Its main international airport has been the setting for some of the most dramatic events in the country's recent history. Mr. Aquino's father was shot and killed at Terminal One of the international airport—built three decades ago—in 1983 in still-unexplained circumstances when he returned to the country to challenge late dictator Ferdinand Marcos. The airport was later renamed in his honor. Last year, airport authorities refused to let former President Gloria Macapagal Arroyo board a plane here. She is now facing trial on corruption charges, which she denies.

In 2003, the Philippines' former air-transport chief seized the airport's air-traffic control to support a failed coup attempt, and was shot dead by a SWAT team. That fiasco contributed to Manila airport losing its Category 1 status with the U.S. Federal Aviation Administration, effectively preventing new routes from opening between the Philippines and the U.S. Other international agencies quickly followed suit, limiting the Philippines' direct air links with the rest of the world. 

The airport's physical appearance and amenities, meanwhile, have continued to deteriorate. The website "The Guide to Sleeping in Airports" (sleepinginairports.net) listed Terminal One as the worst airport terminal in the world for long transits in 2011. According to the site, passengers complained about long lines and a vendor who reportedly was selling water out of used containers and pretending to break fake seals on the bottles when opening them. "The current administration should hire a bulldozer and a ramming team and start tearing it apart," said one reviewer on the site. 

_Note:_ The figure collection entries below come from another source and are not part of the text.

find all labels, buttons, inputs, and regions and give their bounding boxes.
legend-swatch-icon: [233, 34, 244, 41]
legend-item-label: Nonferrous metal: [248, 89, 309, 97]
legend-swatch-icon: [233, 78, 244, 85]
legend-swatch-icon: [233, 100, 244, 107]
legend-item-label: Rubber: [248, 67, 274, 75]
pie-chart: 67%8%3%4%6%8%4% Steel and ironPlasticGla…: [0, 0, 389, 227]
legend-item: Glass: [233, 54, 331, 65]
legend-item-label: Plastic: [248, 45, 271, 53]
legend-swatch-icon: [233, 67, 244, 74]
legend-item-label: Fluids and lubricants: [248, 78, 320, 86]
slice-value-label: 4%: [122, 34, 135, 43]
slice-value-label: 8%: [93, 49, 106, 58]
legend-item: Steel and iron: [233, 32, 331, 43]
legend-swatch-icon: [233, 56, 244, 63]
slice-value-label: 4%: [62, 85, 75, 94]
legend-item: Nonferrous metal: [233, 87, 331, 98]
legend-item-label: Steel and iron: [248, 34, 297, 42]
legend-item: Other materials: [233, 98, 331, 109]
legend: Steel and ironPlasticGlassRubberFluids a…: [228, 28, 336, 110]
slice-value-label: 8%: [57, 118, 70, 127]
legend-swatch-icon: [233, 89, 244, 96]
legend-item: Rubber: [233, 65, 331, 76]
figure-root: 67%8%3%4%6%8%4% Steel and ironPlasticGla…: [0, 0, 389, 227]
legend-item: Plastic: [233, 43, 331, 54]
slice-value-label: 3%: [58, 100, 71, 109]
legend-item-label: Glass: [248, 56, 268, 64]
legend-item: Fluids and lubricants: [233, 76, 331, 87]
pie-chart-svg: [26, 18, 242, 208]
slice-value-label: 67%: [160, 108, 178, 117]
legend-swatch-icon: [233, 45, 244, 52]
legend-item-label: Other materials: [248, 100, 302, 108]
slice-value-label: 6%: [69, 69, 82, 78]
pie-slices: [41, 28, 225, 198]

Airport officials note that refurbishments have begun and that they are doing the best they can with the funds they have at their disposal. 

There are two other terminals. One is reserved solely for use by unprofitable Philippine Airlines, while the other is only partially completed after a long-running corruption scandal and is mostly used for domestic flights.

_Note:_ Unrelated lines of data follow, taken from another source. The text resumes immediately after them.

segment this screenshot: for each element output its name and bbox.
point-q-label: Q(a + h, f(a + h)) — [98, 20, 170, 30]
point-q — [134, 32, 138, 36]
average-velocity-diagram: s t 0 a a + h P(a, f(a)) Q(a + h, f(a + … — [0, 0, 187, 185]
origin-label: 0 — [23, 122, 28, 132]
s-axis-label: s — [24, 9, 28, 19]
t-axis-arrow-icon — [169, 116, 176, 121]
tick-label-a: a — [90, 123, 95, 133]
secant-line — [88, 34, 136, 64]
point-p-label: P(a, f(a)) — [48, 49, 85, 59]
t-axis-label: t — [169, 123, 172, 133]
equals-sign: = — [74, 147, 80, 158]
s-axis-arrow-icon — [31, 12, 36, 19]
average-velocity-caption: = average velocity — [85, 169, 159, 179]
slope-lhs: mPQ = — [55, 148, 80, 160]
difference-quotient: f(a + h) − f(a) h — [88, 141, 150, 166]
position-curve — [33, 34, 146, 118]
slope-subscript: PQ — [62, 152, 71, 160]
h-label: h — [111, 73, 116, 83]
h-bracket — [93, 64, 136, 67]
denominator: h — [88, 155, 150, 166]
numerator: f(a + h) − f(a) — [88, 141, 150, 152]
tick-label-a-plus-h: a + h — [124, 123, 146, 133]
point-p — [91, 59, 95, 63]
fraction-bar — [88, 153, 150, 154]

"It's all so disorganized," said Brian Miller, who was hoping to make a Thai Airways flight at Terminal One recently after waiting to check in for more than an hour. "It's like nobody thinks we have planes to catch."

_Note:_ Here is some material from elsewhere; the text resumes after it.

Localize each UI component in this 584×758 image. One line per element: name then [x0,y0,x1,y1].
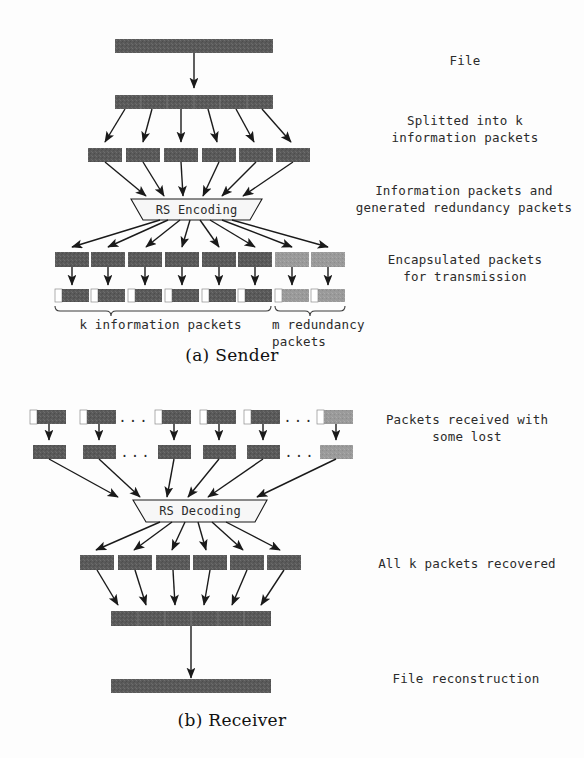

Aviation authorities are now improving computer systems to handle tasks such as tracking the number of hours pilots have flown and stepping up security to help regain coveted Category 1 status at MNL. The government is also encouraging airlines to stagger flights where possible to reduce congestion on Manila's runways, which unlike the runways at most airports, intersect. That prevents planes from landing and taking off at the same time, even as demand for air travel surges.

Transport Secretary Mar Roxas says the government has given the go-ahead to construct two new rapid-exit taxiways to help quickly clear aircraft from the runway at a cost of about $14 million. Longer term, though, both the government and Philippine-based carriers are looking at clearing out from Ninoy Aquino International Airport. Already under way: A $1 billion expansion of Clark International Airport in the site of an old U.S. Air Force base.

"The airport sits on a 2,000-hectare area compared with NAIA's 440 hectares and already has two existing parallel runways. Clark would be able to handle more passengers and aircraft at any given time," Mr. Roxas wrote in a recent primer on Manila's airport dilemma. Already, budget carrier AirAsia's Philippines unit and other smaller airlines are flying from Clark.

To help get passengers out to the airport at Clark, which is about 50 miles from Manila's Makati financial district, a journey that can easily take over two hours, the government is laying plans for a high-speed rail system. But some analysts say that project could take years to complete given the difficulty of executing the necessary land appropriations. Philippine Airlines, meanwhile, is looking at another alternative: building its own dedicated air hub.Now half-owned by industrial conglomerate San Miguel Corp., Asia's oldest airline is looking at investing in an entirely new airport complex on some of San Miguel's land just south of Manila's city center.

A version of this article appeared August 13, 2012, on page A9 in the U.S. edition of The Wall Street Journal, with the headline: Turbulent Times at Manila's International Airport.